InfoWorld,our affiliate in the U.S., has collected more than 200,000 names on itspetition asking Microsoft Corp. to continue supporting Windows XP
The publication posted this report.
Since InfoWorld launched its petition at SaveXP.comfour months ago, more than 200,000 people have added their voices tothe demand that Microsoft keep Windows XP for sale after June 20.
As of May 15, the count was 200,805 signatures, excluding duplicates and fake signups.
And if you look to your right side of this page, you can sign ComputerWorld Canada’s petition.
“We’re pleased and a little bit amazed that so many people fromthroughout the world have felt so passionately about the need to keepXP on the market,” said Executive Editor Galen Gruman. “We had heardgrumblings throughout much of 2007 about dissatisfaction with Vista’shigh hardware requirements, questionable interface changes, slowperformance, and incompatibilities with third-party software, but noone seemed to want to say so in public. That’s changed since thepetition’s launch on Jan. 14.”
The campaign has caused a media frenzy, with stories in most majornewspapers and news Web sites, as well as in blogs and radio programs.Recently, for example, Business Week noted in a recent story onincreasing enterprise adoption of the Macintosh that Windows Vista wasperhaps one of the biggest stumbles in tech history. A separate reportnoted that large companies such as General Motors and Alaska Airlinesare skipping Vista and instead waiting for the next version of Windows,code-named Windows 7.
And a major tech analyst firm has warned that Microsoft’s many mishapswith Vista are putting the Windows franchise in jeopardy.
A few weeks ago, Microsoft CEO Steve Ballmer seemed to suggest thatthe company might give XP a reprieve — something it had done six monthsago when it extended XP’s end-of-sales date from Dec. 31, 2007 to June30, 2008, due to customer resistance to Vista, But his PR firm,Waggener Edstrom, quickly issued denials that any change was imminent,suggesting that the voices seeking to keep XP were a small minority.

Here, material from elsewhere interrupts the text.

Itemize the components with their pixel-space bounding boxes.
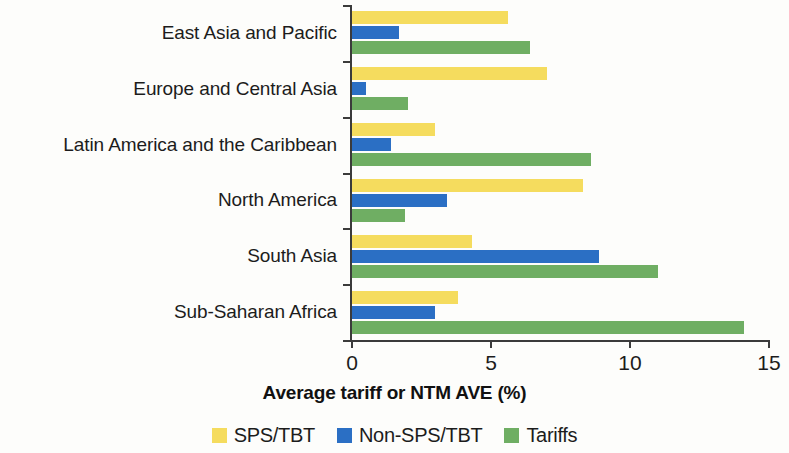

Through its PR firm, Microsoft has declined to meet wit InfoWorld toreceive the petition and discuss the concerns of its customers who havesigned it. Microsoft has repeatedly stated that it is satisfied withits sales of 140 million copies of Vista, which analysts and pressreports repeatedly note include copies of Vista preinstalled onconsumer PCs (for which XP has not been an option since spring 2007 atmost retailers) or copies shipped to enterprises who exercise theirrights to “downgrade” their systems to XP. There is no data on thewilling adoption of Vista.
Microsoft has extended XP’s life for sub-US$400 PCs and for PCsmeant for poor countries — neither type of PC can run the moreresource-intensive Vista. But Dell has gone a step further, announcingit would install XP on select new systems after June 30 using the“downgrade” license option from Microsoft in which a customer pays forVista Business or Vista Ultimate but gets XP installed instead.